Reading ABC format

I hate to appear totally ignorant, but how do you read ABC notation? I have enough trouble reading music written in traditional notation.

Cheers

All you ever wanted to know:

http://www.gre.ac.uk/~c.walshaw/abc/

Also, check out the tune-o-tron convert-o-matic at

http://www.concertina.net

But the short answer, Dad, is that the programs, like Barfly (on Mac), have a split screen feature that shows the abc simpletext, with music notes rendered above in real notation.

Its pretty nifty but you don’t have that much control over spacing etc. I was just working on tune last nite and it made the chords so big, that I couldnt fit several over one measure, for example. Real notation programs do that but are much hungrier for memory etc.

abc is perfect for Irtrad tunes tho. just enuf to get you playin then you look away asap and/or listen to recording to get real feel of how tune goes.

I’m a big fan of ABC and used it (via ABC2Win) to make several tune books for music workshops I organize.

In this program, there is some leeway in setting the size of the staff and how the chords are placed, but there are some things I haven’t found a work-around for–beginning repeats are sometimes a problem, and I haven’t been able to force it to distinguish between a double-bar (thin, thin) and an ending bar (thin, thick). But for most tunes, that’s a non-issue.

If you have trouble reading regular notation, you might actually find this helpful because it will play back the tune using computer tones (or, if you use ABC Tools, a separate program, via a midi file).

I use that playback feature for a proofreading check. My guitar-playing friend, who doesn’t read music, uses it to learn the tune by ear.

I think it’s $20 to get the key to turn on the print feature, but I’ve more than gotten my money’s worth out of it–particularly since there are so many ABC tune collections available on the Internet.

To answer your original question about reading the notation itself, it’s pretty simple, as the names of the notes are the same. Whether the note is a capital or not indicates which octave (by default a capital letter is the lower octave). Add a comma and you get an even lower octave; an apostrophe takes it to an even higher octave. A note without a number plays at the default value (you can set this–eg., a quarter note or an eighth note). A 2 doubles the length, /2 halves it. :expressionless: indicates a repeat, and so on.

That’s the very, very basics. I understand it was developed as a way to e-mail tunes as ASCII (unformatted) text–a brilliant innovation, in my opinion.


- **Brief**
Return copies of the lines below that mention "bookings".

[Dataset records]
· · · · · · ·

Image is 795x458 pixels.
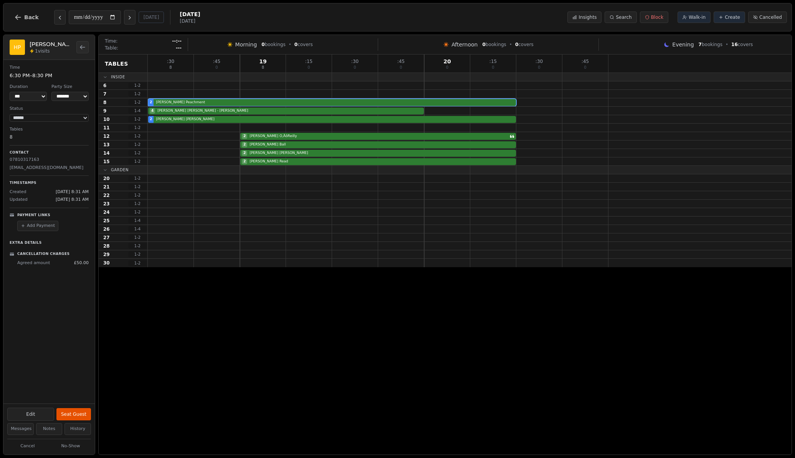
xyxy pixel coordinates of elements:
[128,201,147,207] span: 1 - 2
[103,260,110,266] span: 30
[103,209,110,215] span: 24
[605,12,637,23] button: Search
[731,41,753,48] span: covers
[242,159,247,164] span: 2
[397,59,405,64] span: : 45
[689,14,706,20] span: Walk-in
[30,40,72,48] h2: [PERSON_NAME] Peachment
[759,14,782,20] span: Cancelled
[103,99,106,106] span: 8
[24,15,39,20] span: Back
[103,83,106,89] span: 6
[579,14,597,20] span: Insights
[103,251,110,258] span: 29
[714,12,745,23] button: Create
[128,99,147,105] span: 1 - 2
[150,100,152,105] span: 2
[294,41,313,48] span: covers
[74,260,89,266] span: £ 50.00
[726,41,728,48] span: •
[103,159,110,165] span: 15
[128,83,147,88] span: 1 - 2
[169,66,172,69] span: 8
[584,66,586,69] span: 0
[616,14,632,20] span: Search
[492,66,494,69] span: 0
[150,117,152,122] span: 2
[261,41,285,48] span: bookings
[515,41,534,48] span: covers
[176,45,182,51] span: ---
[103,133,110,139] span: 12
[154,100,514,105] span: [PERSON_NAME] Peachment
[248,159,514,164] span: [PERSON_NAME] Read
[482,41,506,48] span: bookings
[490,59,497,64] span: : 15
[128,159,147,164] span: 1 - 2
[567,12,602,23] button: Insights
[103,235,110,241] span: 27
[7,408,54,421] button: Edit
[10,197,28,203] span: Updated
[124,10,136,25] button: Next day
[103,201,110,207] span: 23
[10,64,89,71] dt: Time
[51,84,89,90] dt: Party Size
[262,66,264,69] span: 8
[213,59,220,64] span: : 45
[128,251,147,257] span: 1 - 2
[248,150,514,156] span: [PERSON_NAME] [PERSON_NAME]
[294,42,298,47] span: 0
[289,41,291,48] span: •
[10,126,89,133] dt: Tables
[17,260,50,266] span: Agreed amount
[128,133,147,139] span: 1 - 2
[103,243,110,249] span: 28
[128,125,147,131] span: 1 - 2
[54,10,66,25] button: Previous day
[103,218,110,224] span: 25
[215,66,218,69] span: 0
[582,59,589,64] span: : 45
[651,14,663,20] span: Block
[305,59,313,64] span: : 15
[180,10,200,18] span: [DATE]
[128,150,147,156] span: 1 - 2
[128,209,147,215] span: 1 - 2
[35,48,50,54] span: 1 visits
[17,251,69,257] p: Cancellation Charges
[725,14,740,20] span: Create
[128,243,147,249] span: 1 - 2
[536,59,543,64] span: : 30
[10,189,26,195] span: Created
[103,142,110,148] span: 13
[103,184,110,190] span: 21
[261,42,265,47] span: 0
[10,165,89,171] p: [EMAIL_ADDRESS][DOMAIN_NAME]
[105,38,117,44] span: Time:
[76,41,89,53] button: Back to bookings list
[259,59,266,64] span: 19
[731,42,738,47] span: 16
[672,41,694,48] span: Evening
[128,260,147,266] span: 1 - 2
[103,116,110,122] span: 10
[10,180,89,186] p: Timestamps
[128,142,147,147] span: 1 - 2
[103,226,110,232] span: 26
[242,150,247,156] span: 2
[156,108,422,114] span: [PERSON_NAME] [PERSON_NAME] - [PERSON_NAME]
[128,218,147,223] span: 1 - 4
[128,116,147,122] span: 1 - 2
[103,108,106,114] span: 9
[10,237,89,246] p: Extra Details
[538,66,540,69] span: 0
[56,189,89,195] span: [DATE] 8:31 AM
[56,197,89,203] span: [DATE] 8:31 AM
[128,108,147,114] span: 1 - 4
[128,175,147,181] span: 1 - 2
[308,66,310,69] span: 0
[50,442,91,451] button: No-Show
[748,12,787,23] button: Cancelled
[640,12,668,23] button: Block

· · · · · · ·

- **Exercise answer**
[261,41,285,48] span: bookings
[482,41,506,48] span: bookings
[76,41,89,53] button: Back to bookings list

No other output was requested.